YouTube Set to Punish Rogue Creators After Stripping Ads From Logan Paul’s Videos

YouTube Making Some Changes

Several days ago, Twitch’s revamped their community guidelines all in an effort to prevent asshats from running amok. Specifically, they wanted to do their best to minimize horrible, harassing and hateful conduct. Now, YouTube has followed suit by formally adopting new penalties which will lay the smack down against creators who post disturbing or violent videos. This all happening the same day it sent internet millionaire Logan Paul into the demonetization sin bin.

YouTube

The measures include the possibility of suspending offending creators’ participation in advertising, original productions and video recommendations. YouTube seems hell-bent on showing they are serious about curbing offensive content. This all coming after numerous advertisers froze spending last year over hate videos and kid-inappropriate content.

YouTube’s changes are as follows:

  • Premium Monetization Programs, Promotion and Content Development Partnerships. We may remove a channel from Google Preferred and also suspend, cancel or remove a creator’s YouTube Original.
  • Monetization and Creator Support Privileges. We may suspend a channel’s ability to serve ads, ability to earn revenue and potentially remove a channel from the YouTube Partner Program, including creator support and access to our YouTube Spaces.
  • Video Recommendations. We may remove a channel’s eligibility to be recommended on YouTube, such as appearing on our home page, trending tab or watch next.

YouTube also addressed their tendency to drag their ass when it comes to their responses to controversial situations:

“In the past, we felt our responses to some of these situations were slow and didn’t always address our broader community’s concerns. Our ultimate goal here is to streamline our response so we can make better, faster decisions and communicate them clearly. We believe strongly in the freedom of expression and we know that the overwhelming majority of you follow the guidelines and understand that you’re part of a large, influential, and interconnected community. But we also know that we have a responsibility to protect the entire community of creators, viewers, and advertisers from these rare but often damaging situations. We expect to issue these new consequences only in a rare handful of egregious cases, but hope they will help us prevent the actions of a few from harming the broader community.”

What do you think about these changes? Will this help curb some of the Logan Paul’s of the world? Let us know!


TASK DETAILS: Would you return all of this data exactly, leaving nothing out?

ENTRIES SUPPLIED:
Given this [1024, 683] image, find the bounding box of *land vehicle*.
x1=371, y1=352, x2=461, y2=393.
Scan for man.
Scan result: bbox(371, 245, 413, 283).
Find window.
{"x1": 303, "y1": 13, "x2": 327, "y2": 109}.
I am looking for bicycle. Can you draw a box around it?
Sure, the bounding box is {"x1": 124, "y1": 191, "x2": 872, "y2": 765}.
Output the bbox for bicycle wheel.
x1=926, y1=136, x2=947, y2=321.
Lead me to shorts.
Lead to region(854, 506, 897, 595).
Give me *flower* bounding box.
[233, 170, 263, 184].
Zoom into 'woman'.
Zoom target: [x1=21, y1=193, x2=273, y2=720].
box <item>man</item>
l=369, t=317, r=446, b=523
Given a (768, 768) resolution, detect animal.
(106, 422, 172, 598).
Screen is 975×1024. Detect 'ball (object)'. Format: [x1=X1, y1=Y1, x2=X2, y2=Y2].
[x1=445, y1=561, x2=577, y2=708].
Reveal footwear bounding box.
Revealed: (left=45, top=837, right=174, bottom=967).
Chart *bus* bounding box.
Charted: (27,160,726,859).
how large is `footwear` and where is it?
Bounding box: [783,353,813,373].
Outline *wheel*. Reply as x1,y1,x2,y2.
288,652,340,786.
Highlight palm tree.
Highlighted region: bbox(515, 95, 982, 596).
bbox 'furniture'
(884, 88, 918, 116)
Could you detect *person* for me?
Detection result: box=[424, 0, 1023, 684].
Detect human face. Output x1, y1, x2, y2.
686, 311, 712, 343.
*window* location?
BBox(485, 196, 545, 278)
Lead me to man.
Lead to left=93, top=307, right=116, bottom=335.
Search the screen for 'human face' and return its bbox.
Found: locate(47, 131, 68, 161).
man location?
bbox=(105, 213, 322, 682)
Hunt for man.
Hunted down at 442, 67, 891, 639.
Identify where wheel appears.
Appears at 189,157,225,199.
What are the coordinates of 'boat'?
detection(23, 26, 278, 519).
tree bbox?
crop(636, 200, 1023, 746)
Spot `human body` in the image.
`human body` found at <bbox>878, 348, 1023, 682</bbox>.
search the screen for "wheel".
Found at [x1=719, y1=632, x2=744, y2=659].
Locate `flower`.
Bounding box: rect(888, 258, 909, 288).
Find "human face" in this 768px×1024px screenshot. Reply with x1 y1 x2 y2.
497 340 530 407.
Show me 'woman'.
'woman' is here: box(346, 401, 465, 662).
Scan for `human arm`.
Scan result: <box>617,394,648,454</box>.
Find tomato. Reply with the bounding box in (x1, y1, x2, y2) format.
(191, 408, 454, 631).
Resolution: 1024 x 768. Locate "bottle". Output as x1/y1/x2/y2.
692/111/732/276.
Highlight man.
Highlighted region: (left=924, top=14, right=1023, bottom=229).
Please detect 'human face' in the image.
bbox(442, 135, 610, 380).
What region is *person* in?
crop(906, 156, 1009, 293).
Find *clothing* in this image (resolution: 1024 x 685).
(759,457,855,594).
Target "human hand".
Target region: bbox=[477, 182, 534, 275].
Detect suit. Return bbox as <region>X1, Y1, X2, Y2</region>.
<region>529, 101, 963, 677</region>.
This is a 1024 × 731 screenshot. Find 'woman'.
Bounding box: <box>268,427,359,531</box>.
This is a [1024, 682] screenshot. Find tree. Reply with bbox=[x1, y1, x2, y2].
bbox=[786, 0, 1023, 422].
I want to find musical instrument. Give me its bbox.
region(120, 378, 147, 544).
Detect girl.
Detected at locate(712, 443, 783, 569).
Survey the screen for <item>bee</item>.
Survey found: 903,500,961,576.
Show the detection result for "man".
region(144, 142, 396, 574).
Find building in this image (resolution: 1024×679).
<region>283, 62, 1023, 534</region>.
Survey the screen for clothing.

RESULT FOR THIS EXERCISE:
Given this [1024, 683] image, find the bounding box of *land vehicle*.
x1=371, y1=352, x2=461, y2=393.
Scan for man.
Scan result: bbox(371, 245, 413, 283).
Find window.
{"x1": 303, "y1": 13, "x2": 327, "y2": 109}.
I am looking for bicycle. Can you draw a box around it?
Sure, the bounding box is {"x1": 124, "y1": 191, "x2": 872, "y2": 765}.
Output the bbox for bicycle wheel.
x1=926, y1=136, x2=947, y2=321.
Lead me to shorts.
Lead to region(854, 506, 897, 595).
Give me *flower* bounding box.
[233, 170, 263, 184].
Zoom into 'woman'.
Zoom target: [x1=21, y1=193, x2=273, y2=720].
box <item>man</item>
l=369, t=317, r=446, b=523
Given a (768, 768) resolution, detect animal.
(106, 422, 172, 598).
Screen is 975×1024. Detect 'ball (object)'. Format: [x1=X1, y1=Y1, x2=X2, y2=Y2].
[x1=445, y1=561, x2=577, y2=708].
Reveal footwear bounding box.
Revealed: (left=45, top=837, right=174, bottom=967).
Chart *bus* bounding box.
Charted: (27,160,726,859).
how large is `footwear` and where is it?
Bounding box: [783,353,813,373].
Outline *wheel*. Reply as x1,y1,x2,y2.
288,652,340,786.
Highlight palm tree.
Highlighted region: bbox(515, 95, 982, 596).
bbox 'furniture'
(884, 88, 918, 116)
Could you detect *person* for me?
Detection result: box=[424, 0, 1023, 684].
Detect human face. Output x1, y1, x2, y2.
686, 311, 712, 343.
*window* location?
BBox(485, 196, 545, 278)
Lead me to man.
Lead to left=93, top=307, right=116, bottom=335.
Search the screen for 'human face' and return its bbox.
Found: locate(47, 131, 68, 161).
man location?
bbox=(105, 213, 322, 682)
Hunt for man.
Hunted down at 442, 67, 891, 639.
Identify where wheel appears.
Appears at 189,157,225,199.
What are the coordinates of 'boat'?
detection(23, 26, 278, 519).
tree bbox?
crop(636, 200, 1023, 746)
Spot `human body` in the image.
`human body` found at <bbox>878, 348, 1023, 682</bbox>.
search the screen for "wheel".
Found at [x1=719, y1=632, x2=744, y2=659].
Locate `flower`.
Bounding box: rect(888, 258, 909, 288).
Find "human face" in this 768px×1024px screenshot. Reply with x1 y1 x2 y2.
497 340 530 407.
Show me 'woman'.
'woman' is here: box(346, 401, 465, 662).
Scan for `human arm`.
Scan result: <box>617,394,648,454</box>.
Find tomato. Reply with the bounding box in (x1, y1, x2, y2) format.
(191, 408, 454, 631).
Resolution: 1024 x 768. Locate "bottle". Output as x1/y1/x2/y2.
692/111/732/276.
Highlight man.
Highlighted region: (left=924, top=14, right=1023, bottom=229).
Please detect 'human face' in the image.
bbox(442, 135, 610, 380).
What region is *person* in?
crop(906, 156, 1009, 293).
Find *clothing* in this image (resolution: 1024 x 685).
(759,457,855,594).
Target "human hand".
Target region: bbox=[477, 182, 534, 275].
Detect suit. Return bbox as <region>X1, Y1, X2, Y2</region>.
<region>529, 101, 963, 677</region>.
This is a 1024 × 731 screenshot. Find 'woman'.
Bounding box: <box>268,427,359,531</box>.
This is a [1024, 682] screenshot. Find tree. Reply with bbox=[x1, y1, x2, y2].
bbox=[786, 0, 1023, 422].
I want to find musical instrument. Give me its bbox.
region(120, 378, 147, 544).
Detect girl.
Detected at locate(712, 443, 783, 569).
Survey the screen for <item>bee</item>.
Survey found: 903,500,961,576.
Show the detection result for "man".
region(144, 142, 396, 574).
Find building in this image (resolution: 1024×679).
<region>283, 62, 1023, 534</region>.
Survey the screen for clothing.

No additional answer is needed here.